Problem statement: Return the lines of the listing below exactly as they appear, beginning at the one with "Describe the element at coordinates (380, 133)" and stopping after the one with "You are a GUI"; do not include pictures.

Data:
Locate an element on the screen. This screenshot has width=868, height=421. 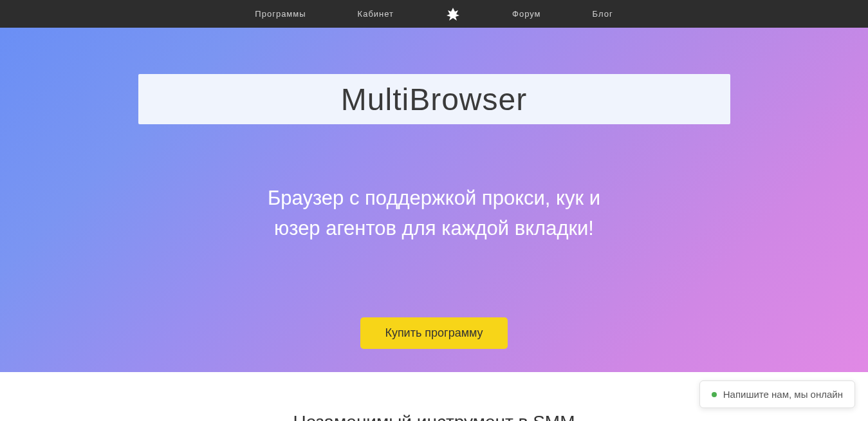
title-box: MultiBrowser is located at coordinates (434, 99).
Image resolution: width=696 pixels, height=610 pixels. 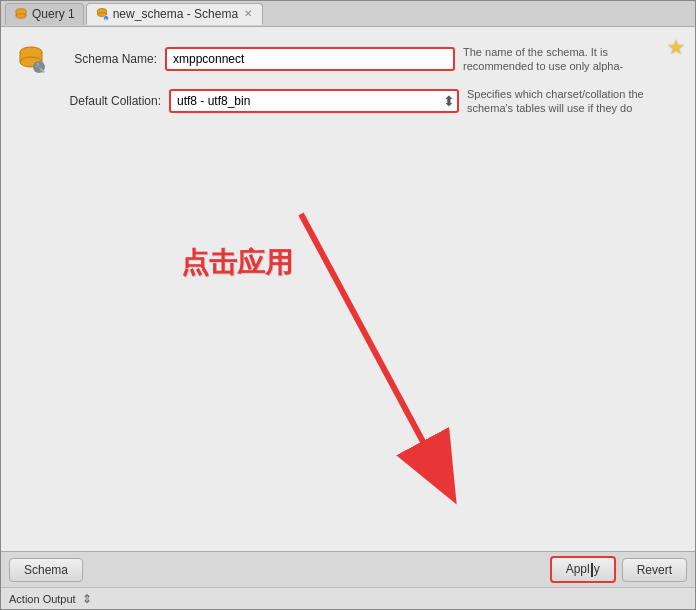 What do you see at coordinates (578, 569) in the screenshot?
I see `apply-button-label: Appl` at bounding box center [578, 569].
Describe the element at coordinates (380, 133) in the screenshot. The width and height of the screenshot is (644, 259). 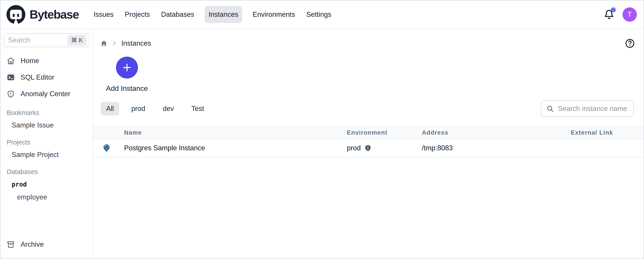
I see `col-environment: Environment` at that location.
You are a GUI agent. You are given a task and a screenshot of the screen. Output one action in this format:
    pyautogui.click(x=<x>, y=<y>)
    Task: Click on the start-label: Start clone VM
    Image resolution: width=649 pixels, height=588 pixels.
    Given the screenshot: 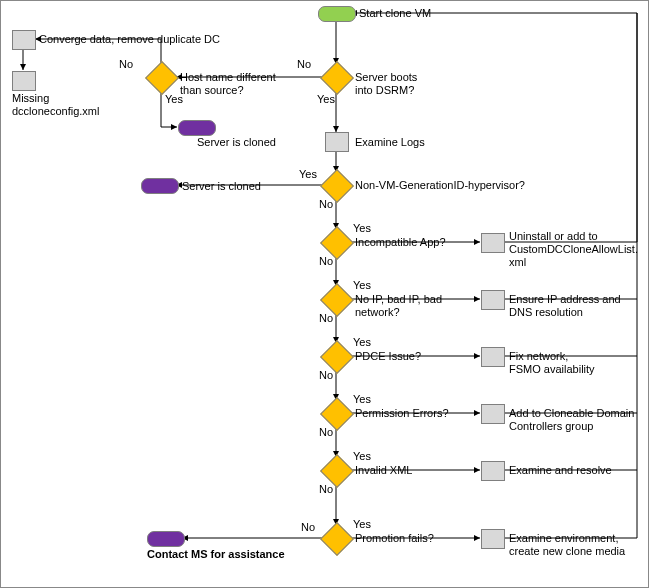 What is the action you would take?
    pyautogui.click(x=395, y=14)
    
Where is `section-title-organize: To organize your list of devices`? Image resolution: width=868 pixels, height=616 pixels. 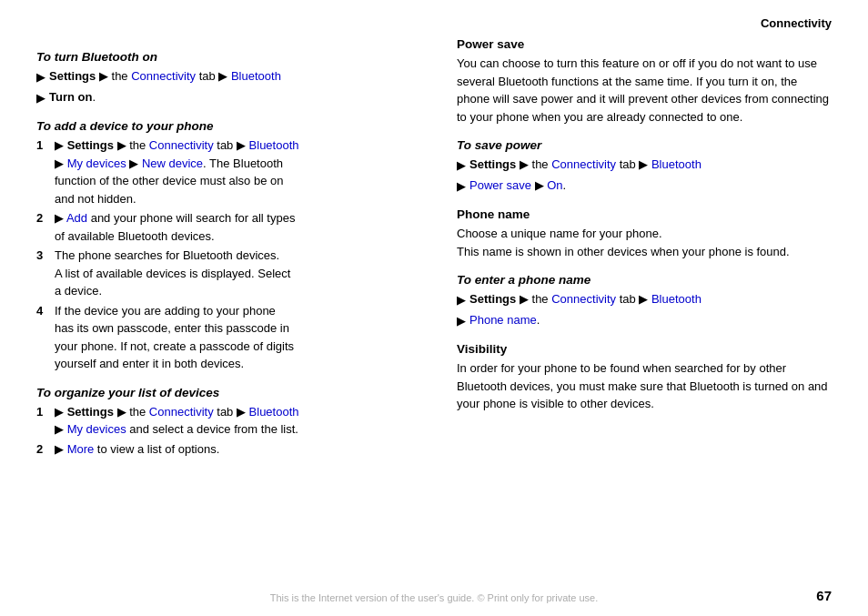 section-title-organize: To organize your list of devices is located at coordinates (224, 393).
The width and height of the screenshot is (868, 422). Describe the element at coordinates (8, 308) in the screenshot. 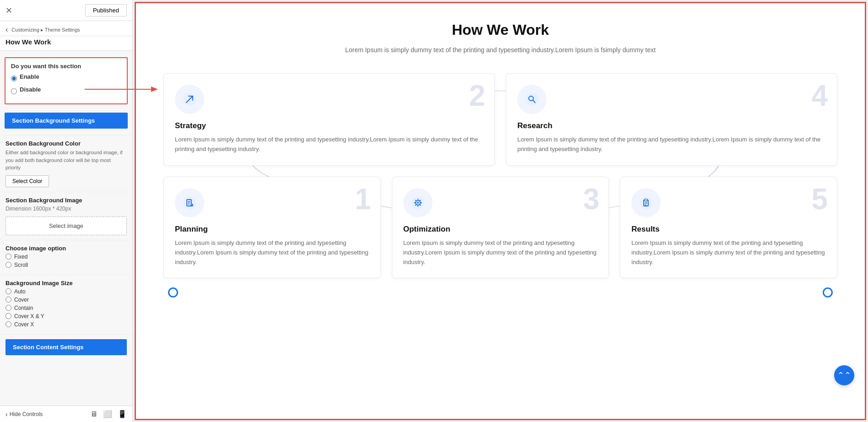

Output for this exercise:
Describe the element at coordinates (380, 133) in the screenshot. The width and height of the screenshot is (644, 259). 
I see `col-environment: Environment` at that location.
You are a GUI agent. You are given a task and a screenshot of the screen. Output one action in this format:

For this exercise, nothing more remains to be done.